Anisette flavored pastry drizzled with honey and sugar, very easy and fun to prepare traditional Maltese recipe prepared during Carnival period.
Ingredients
300 grams plain flour |
50 grams butter |
15 grams caster sugar |
3 egg yolks |
1 teaspoon vanilla essence |
4 tablespoon Anisette liqueur |
100 ml water |
honey to drizzle |
icing sugar to frost |
In a large bowl sift the flour. Add the butter cut into small chunks and use the tip of your fingers to rub the butter into the flour, repeat until the mixture becomes grainy. Add the caster sugar, egg yolks anisette liqueur and vanilla essence. Slowly pour the water and kneed the dough until it becomes smooth pastry.
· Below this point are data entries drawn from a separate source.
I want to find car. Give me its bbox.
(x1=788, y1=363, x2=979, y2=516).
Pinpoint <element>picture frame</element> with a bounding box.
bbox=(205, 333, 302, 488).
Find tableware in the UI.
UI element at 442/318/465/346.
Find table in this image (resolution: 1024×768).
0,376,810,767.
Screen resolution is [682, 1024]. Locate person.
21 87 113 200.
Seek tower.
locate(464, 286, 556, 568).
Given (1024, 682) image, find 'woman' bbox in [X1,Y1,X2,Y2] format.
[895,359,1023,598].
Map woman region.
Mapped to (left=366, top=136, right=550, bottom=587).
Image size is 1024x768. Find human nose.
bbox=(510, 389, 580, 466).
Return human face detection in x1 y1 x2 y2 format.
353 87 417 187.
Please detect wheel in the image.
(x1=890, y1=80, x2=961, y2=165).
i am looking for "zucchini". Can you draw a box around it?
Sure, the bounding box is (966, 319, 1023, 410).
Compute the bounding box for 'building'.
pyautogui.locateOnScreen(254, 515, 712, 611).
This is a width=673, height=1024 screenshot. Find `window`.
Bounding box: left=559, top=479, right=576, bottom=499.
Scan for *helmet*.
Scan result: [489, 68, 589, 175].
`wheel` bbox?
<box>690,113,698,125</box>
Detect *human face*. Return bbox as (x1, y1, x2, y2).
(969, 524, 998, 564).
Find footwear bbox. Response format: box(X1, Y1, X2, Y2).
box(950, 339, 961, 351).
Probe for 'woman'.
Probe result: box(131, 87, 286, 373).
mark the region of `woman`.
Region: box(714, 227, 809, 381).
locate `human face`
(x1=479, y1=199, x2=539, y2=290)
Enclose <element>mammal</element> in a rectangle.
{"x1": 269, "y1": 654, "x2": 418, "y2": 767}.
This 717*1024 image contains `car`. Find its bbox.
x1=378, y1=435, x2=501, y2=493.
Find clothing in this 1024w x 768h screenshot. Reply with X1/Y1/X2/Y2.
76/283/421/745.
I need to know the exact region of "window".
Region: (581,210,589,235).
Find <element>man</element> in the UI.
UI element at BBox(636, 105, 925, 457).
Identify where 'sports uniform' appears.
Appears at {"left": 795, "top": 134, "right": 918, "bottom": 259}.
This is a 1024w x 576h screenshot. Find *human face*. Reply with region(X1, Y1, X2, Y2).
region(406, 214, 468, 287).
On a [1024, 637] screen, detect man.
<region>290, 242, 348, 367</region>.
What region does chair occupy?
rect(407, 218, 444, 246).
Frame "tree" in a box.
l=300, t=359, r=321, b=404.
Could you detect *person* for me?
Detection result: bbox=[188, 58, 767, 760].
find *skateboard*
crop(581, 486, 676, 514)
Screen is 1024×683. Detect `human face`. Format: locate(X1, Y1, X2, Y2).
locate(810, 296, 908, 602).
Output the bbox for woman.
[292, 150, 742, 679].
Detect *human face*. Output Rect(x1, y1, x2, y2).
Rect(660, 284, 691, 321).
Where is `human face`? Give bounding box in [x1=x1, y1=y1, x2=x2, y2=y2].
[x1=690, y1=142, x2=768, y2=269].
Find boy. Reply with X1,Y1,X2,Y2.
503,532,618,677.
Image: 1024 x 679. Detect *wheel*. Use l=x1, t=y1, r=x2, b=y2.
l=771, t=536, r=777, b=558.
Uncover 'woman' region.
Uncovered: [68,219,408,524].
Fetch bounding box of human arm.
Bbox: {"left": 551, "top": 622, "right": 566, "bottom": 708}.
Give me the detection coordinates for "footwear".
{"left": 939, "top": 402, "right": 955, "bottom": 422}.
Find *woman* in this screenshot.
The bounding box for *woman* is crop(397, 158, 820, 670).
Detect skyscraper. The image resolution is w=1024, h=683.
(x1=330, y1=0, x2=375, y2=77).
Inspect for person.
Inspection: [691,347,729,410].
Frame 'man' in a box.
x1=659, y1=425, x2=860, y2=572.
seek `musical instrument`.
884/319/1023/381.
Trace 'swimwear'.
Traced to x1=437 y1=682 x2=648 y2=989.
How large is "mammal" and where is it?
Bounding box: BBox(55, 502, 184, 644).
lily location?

Cover the dough and let it rest in a cool place for about 30 minutes.
Roll out the pastry very thin, pausing to rotate the dough to prevent sticking. At any sign of sticking, sprinkle a little flour beneath the dough and continue rolling. Cut the dough into a series of thin stripes of about 20cm by 1 cm.
Now is when the fun begins, be creative and create difference shapes with the dough stripes. The dough stripes can be used to form knots and braids.
Heat a medium size saucepan with vegetable oil and set a tray with tissue paper on the side. Fry the pastry until the dough becomes slightly golden. When ready place the dough onto the kitchen paper to absorb some of the oil.
While the dough is still warm drizzle with honey and sprinkle icing sugar. The xkunvat can be served warm but they taste also good when cold.